By Keith L. Alexander and Michelle Boorstein
Washington Post
May 11, 2015

http://www.washingtonpost.com/local/crime/attorney-seeks-community-service-no-prison-time-for-dc-rabbi/2015/05/11/4a3240f0-f7f6-11e4-a13c-193b1241d51a_story.html

[prosecutors 25-page memo]

Rabbi Barry Freundel leaves the District Superior courthouse on Feb. 19. (Evelyn Hockstein/For The Washington Post)

The attorney for Barry Freundel, the once-influential Orthodox rabbi who secretly videotaped dozens of nude women as they prepared for a ritual bath, has asked a D.C. Superior Court judge to spare his client any prison time and instead impose a sentence of community service.

The 12-page memo was filed after prosecutors Friday sent their own memo to the judge requesting that Freundel, 64, be sentenced to 17 years in prison.

[Why prosecutors say Barry Freundel deserves a 17-year sentence]

In the defense memo, attorney Jeffrey Harris stressed that Freundel has lost his livelihood and asked Senior Judge Geoffrey M. Alprin to sentence Freundel to work with the community.

Alprin can either adopt or reject the sentences suggested by the prosecutors or the defense, or craft another punishment.

“He has already been punished in that he has lost his employment as a rabbi and is never likely to be so employed again,” Harris wrote. “He has been publicly humiliated and his prior reputation as a Judaic scholar, teacher and counselor have been destroyed.”

The memo was the first time that Freundel or his attorney has spoken publicly about the particulars of the case.

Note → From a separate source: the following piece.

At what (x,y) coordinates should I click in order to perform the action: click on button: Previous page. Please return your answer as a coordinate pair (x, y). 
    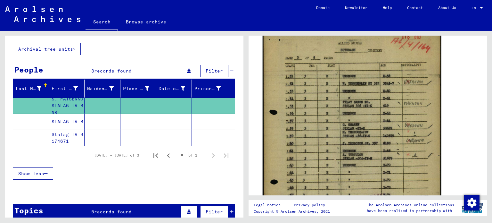
    Looking at the image, I should click on (168, 155).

Freundel is scheduled to be sentenced on Friday, and many of his victims are expected to speak.

Freundel was arrested in October on charges that he videotaped six women in the nude while he was at Kesher Israel synagogue in Georgetown. Prosecutors said a review of his computer equipment revealed that many more women had been recorded by Freundel as they prepared for the bath known as a mikvah — used as part of a purification ritual by people converting to Judaism and by married women as a way to sanctify sex.

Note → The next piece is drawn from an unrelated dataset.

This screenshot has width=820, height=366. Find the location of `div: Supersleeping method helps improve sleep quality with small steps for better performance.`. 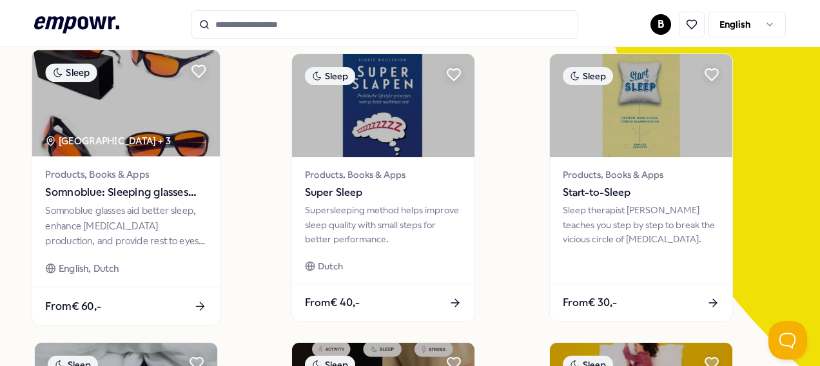

div: Supersleeping method helps improve sleep quality with small steps for better performance. is located at coordinates (383, 224).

In February, Freundel pleaded guilty to videotaping 52 women, and the punishment proposed by prosecutors would translate to four months for each victim. The longtime rabbi had recorded about 100 additional women, prosecutors have said, but those alleged crimes occurred outside the three-year statute of limitations. The videotaping occurred between 2009 and 2014. Kesher Israel’s board fired Freun­del in November.

Karin Bleeg, 32, who was videotaped by Freundel when she was his conversion student, was among congregants who were livid by news that his attorney was asking for no jail time.

“It’s really disgusting when it comes to recognizing what sexual assault is, and sexual misconduct.?.?.you don’t get rehabilitated in a few short months,” said Bleeg , who works in health policy and lives near the Navy Yard. “[No jail time] wouldn’t be penalizing him and would be very disrespectful to the people he’s violated.”

Harris wrote that Freundel “recognizes and regrets the negative impact his actions have had within the community. His conduct has brought shame upon Judaism, the synagogue he once served, his family, and himself.” Harris added that Freundel’s fall is “all of his own doing, has been very public and painful for the Jewish community, his family and of course, himself.”

Freundel was also meeting weekly with a doctor, Harris wrote, to “ensure” that he does not reoffend.

In the defense memo, Harris highlighted several instances where he said Freundel helped people. In one case, Freundel counseled a Georgetown University student who was considering suicide. Another time, he consoled a woman whose husband died in her home, staying there overnight until the medical examiner arrived to remove the body.

Harris said that numerous people have written letters of support on Freundel’s behalf, including six of the victims.

Harris wrote that Freundel had resumed teaching in a non-paid capacity and was now lecturing small classes on the Torah and other Judaic areas.